7.05.2017

why does she do it?

Following up on my previous post on the topic, I thought I might spend the summer leading up to my last day at my day job exploring in a little more detail why I included each of the articles in my "quit your job" bibliography. I thought surely I'd included Anne-Marie Slaughter's article 'Why Women Still Can't Have It All', which was published in The Atlantic in 2012, a couple of years before I went back to work full-time, almost a year even before my second kid was born (her book, on the other hand, came out a few months after I'd settled into my current gig). I've thought of that article often since January 2015, but I didn't include it in my bibliography because I didn't want it to be perceived as a sort of "women & work" reader. I don't believe the issues I'm been dealing with, supported by the articles that I've included, are necessarily unique to my being a woman or a working mother. I think they're equally, if not at times more tied to dissatisfaction with a daily routine over which I don't feel I have much creative control. And yet, as I settle into this odd liminal period, coming out, so to speak, to people every day that I'm leaving my position at the end of summer, I find myself returning to this tension between career and family that, whether I address it here or not, is undeniably at the core, alongside creative concerns, of why I'm quitting. In short, being a FTWM has been a bit of a drag.

My favorite kind of working mother stock photo! Except this is me and my daughter.
After I read the book 'I Don't Know How She Does It', my main question wasn't so much how she does it but why? Granted, I was self-employed with half the kids I have now, and I'm not exactly on par with what a hedge fund manager does (or makes) in my current gig, but at the time and even more so now, after 2 1/2 years of working full-time while juggling family needs alongside my desire/need for more time to be creative, I couldn't understand why she (spoiler alert!) was still at her job at the end of the book. Her daily routine sounded miserable and exhausting; in a word, unsustainable.

On the other end of the spectrum, my issue with books like Laura Vanderkam's 'I Know How She Does It: How Successful Women Make the Most of Their Time' is that the onus should not be solely on working mothers to figure out how to "have it all"; the problem is with the systems in place that make the necessary ingredients like decent pay, flexibility, and opportunities for growth and advancement so challenging in the first place (and don't even get me started on the fact that she only interviewed women who make six figure salaries, as if an arbitrary amount of money equals success).

Which is not to suggest I think mothers shouldn't work unless they're ready for a life of misery. Most of my mother friends do work and wouldn't have it any other way. They're equally overwhelmed at times, but for the most part they love what they do, they're wonderful parents, and they have items in that elusive third bucket as well, whether it be a creative hobby, exercise, a side gig, volunteering, the occasional date night, etc. But, just because other women do it well or, more importantly, because there are plenty of working mothers who don't have the choice to work less or stay home with their kids (I was raised by one), is no argument for martyring oneself. It's a little like telling your kids to finish their dinner because there are starving children in Africa (do parents still use that line?). American kids finishing their leftovers is hardly going to solve world hunger. Likewise, staying at a job that makes me unhappy won't ever solve the systemic issues that make this math equation virtually impossible to solve in the first place.

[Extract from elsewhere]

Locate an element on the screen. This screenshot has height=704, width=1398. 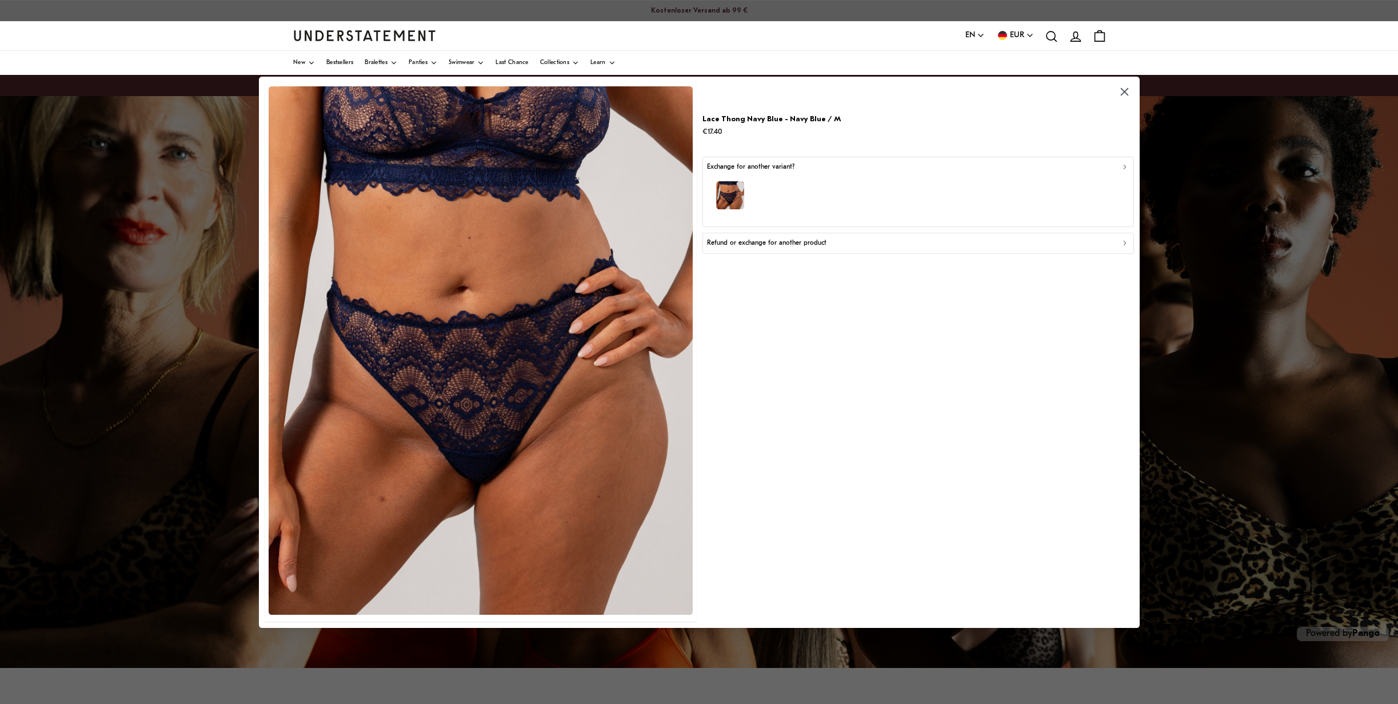
span: Panties is located at coordinates (418, 63).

A couple of years ago, a study made the rounds that reassured working mothers that their kids were going to be just fine. My response to that article, not unlike my response to Allison Pearson's novel was, great, but how are the working moms doing? Ultimately, what I find refreshing in Slaughter's take on all this compared to someone like Vanderkam is that she focuses not on what working mothers are or aren't doing well, or enough of, or too little of, or by defining their success by how much money they make. Rather, she goes to the heart of the problem and addresses the issues that make the "feminist narrative" most easily accessible only to women who "are superhuman, rich, or self-employed." Ultimately, I find less useful the stories of working mothers who've found success in the existing system and a growing interest in changing the system itself to be more equitable and accessible for all women.

Finally, with respect to that "feminist narrative," feminism for me is all about choice. You can't tell me I can choose to be what I want, and then tell me my choice is wrong (nor would I do this to any other woman). It's the same defense I explore in my screenplay which is, in part, about the princess culture backlash backlash. But more about that in a later post. I need time, after all, to finish that screenplay, top on my to do list that begins on September 1st.